The Restraining Acts of early 1775 were two Acts passed by the Parliament of Great Britain, which limited colonial trade in response to both increasing and spreading civil disobedience in Massachusetts and New England, and similar trade restrictions instituted by elected colonial representatives.
Previously legal or finessed trade between the colonies themselves or with other nations was prohibited, and enforced by naval blockade, effective July 1, 1775.
The growing defiance caused a mutual scramble for munitions and treasonous acts to obtain them, indicating that more violence was on the horizon.
In December 1775 Parliament passed the Prohibitory Act prohibiting any trade with all the colonies, and enforcing it with a tighter blockade and more severe penalties; it was a declaration of economic war, with inbound or outbound ships, mariners and cargoes treated as if they "were the ships and effects of open enemies ... [to be] so adjudged, deemed, and taken, in all courts."
[3] The joint resolution of Parliament read, in part: [W]e find, that a part of your Majesty's subjects in the province of the Massachusetts Bay have proceeded so far to resist the authority of the supreme legislature, that a rebellion at this time actually exists within the said province; and we see, with the utmost concern, that they have been countenanced and encouraged by unlawful combinations and engagements, entered into by your Majesty's subjects in several of the other colonies, to the injury and oppression of many of their innocent fellow-subjects resident within the kingdom of Great Britain, and the rest of your Majesty's dominions[4]One of the Coercive Acts, the Boston Port Act, had cut off Boston's trade; this blockade was now extended to all of Massachusetts.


# Work instruction:
Pull every line with "title" from the data below and copy it.

# Source information:
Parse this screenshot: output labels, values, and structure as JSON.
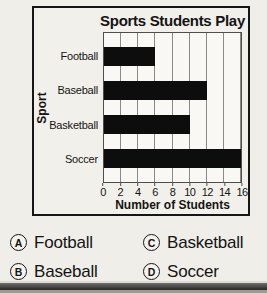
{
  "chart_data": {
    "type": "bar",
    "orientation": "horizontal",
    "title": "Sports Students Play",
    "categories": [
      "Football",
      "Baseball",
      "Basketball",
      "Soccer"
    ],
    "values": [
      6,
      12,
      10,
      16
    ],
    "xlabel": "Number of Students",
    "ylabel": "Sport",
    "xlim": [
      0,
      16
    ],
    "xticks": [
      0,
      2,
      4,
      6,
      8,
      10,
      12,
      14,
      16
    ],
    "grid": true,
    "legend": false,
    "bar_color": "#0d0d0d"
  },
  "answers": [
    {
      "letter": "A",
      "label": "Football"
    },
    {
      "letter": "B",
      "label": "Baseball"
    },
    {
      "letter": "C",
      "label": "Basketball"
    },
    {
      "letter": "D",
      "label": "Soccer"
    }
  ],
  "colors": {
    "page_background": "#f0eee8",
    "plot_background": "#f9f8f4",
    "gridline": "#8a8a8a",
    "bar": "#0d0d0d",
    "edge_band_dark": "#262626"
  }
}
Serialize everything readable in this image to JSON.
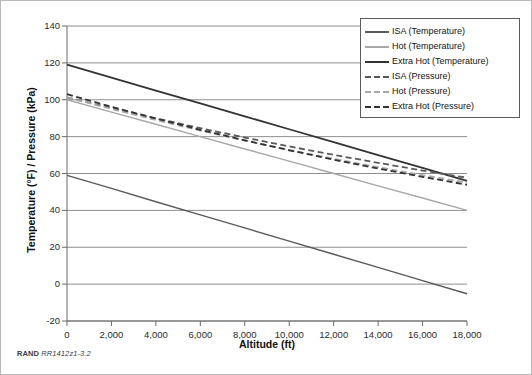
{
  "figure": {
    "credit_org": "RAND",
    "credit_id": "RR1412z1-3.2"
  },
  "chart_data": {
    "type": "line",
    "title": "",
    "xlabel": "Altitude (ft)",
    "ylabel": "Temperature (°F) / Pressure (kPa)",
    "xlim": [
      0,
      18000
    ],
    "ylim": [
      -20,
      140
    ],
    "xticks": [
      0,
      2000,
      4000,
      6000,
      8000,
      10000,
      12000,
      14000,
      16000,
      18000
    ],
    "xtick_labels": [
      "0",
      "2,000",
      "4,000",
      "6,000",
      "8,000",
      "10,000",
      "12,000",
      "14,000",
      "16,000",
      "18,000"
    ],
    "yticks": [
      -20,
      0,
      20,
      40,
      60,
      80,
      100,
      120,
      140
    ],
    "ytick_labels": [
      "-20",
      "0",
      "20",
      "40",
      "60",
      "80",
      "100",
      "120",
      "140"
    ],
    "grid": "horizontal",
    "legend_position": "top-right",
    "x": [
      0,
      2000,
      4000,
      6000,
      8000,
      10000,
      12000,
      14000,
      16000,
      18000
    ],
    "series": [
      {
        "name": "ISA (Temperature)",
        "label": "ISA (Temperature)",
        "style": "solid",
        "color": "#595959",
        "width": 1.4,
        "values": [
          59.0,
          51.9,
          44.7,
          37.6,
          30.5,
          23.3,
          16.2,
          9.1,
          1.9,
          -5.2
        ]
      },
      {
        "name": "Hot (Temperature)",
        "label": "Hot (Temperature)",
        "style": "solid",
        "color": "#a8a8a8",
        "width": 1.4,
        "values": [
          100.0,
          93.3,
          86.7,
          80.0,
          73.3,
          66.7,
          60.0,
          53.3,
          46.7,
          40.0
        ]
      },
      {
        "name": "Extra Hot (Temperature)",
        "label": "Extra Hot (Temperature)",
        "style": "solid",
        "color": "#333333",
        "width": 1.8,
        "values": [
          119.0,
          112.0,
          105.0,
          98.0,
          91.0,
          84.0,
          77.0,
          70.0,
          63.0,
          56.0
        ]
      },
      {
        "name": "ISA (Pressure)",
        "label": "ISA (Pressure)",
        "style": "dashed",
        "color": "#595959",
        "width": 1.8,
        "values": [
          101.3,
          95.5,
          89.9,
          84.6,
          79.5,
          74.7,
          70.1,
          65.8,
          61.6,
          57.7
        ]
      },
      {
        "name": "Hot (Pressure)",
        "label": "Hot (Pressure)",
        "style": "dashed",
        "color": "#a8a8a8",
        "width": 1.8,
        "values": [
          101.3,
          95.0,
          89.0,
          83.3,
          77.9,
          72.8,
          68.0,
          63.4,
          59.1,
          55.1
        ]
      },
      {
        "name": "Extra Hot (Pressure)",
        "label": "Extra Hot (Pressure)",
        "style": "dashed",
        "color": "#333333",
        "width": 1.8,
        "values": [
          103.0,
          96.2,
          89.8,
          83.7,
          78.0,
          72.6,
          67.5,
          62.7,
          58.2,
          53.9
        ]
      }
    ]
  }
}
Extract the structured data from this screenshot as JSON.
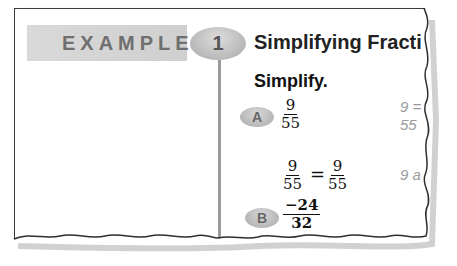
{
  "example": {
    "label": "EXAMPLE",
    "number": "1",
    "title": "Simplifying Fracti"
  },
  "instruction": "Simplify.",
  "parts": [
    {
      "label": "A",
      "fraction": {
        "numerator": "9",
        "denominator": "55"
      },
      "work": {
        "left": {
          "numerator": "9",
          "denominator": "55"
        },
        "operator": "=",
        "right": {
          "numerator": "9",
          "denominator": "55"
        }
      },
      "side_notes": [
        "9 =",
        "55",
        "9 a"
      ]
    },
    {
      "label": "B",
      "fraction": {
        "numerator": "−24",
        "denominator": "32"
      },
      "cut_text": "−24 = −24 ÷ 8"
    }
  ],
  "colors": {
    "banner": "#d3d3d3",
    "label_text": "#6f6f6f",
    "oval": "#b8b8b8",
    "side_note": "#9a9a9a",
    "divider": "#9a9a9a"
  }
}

# Answer below:
    "title": "Sports Students Play",
    "title": "",
    "title": "Simplifying Fracti"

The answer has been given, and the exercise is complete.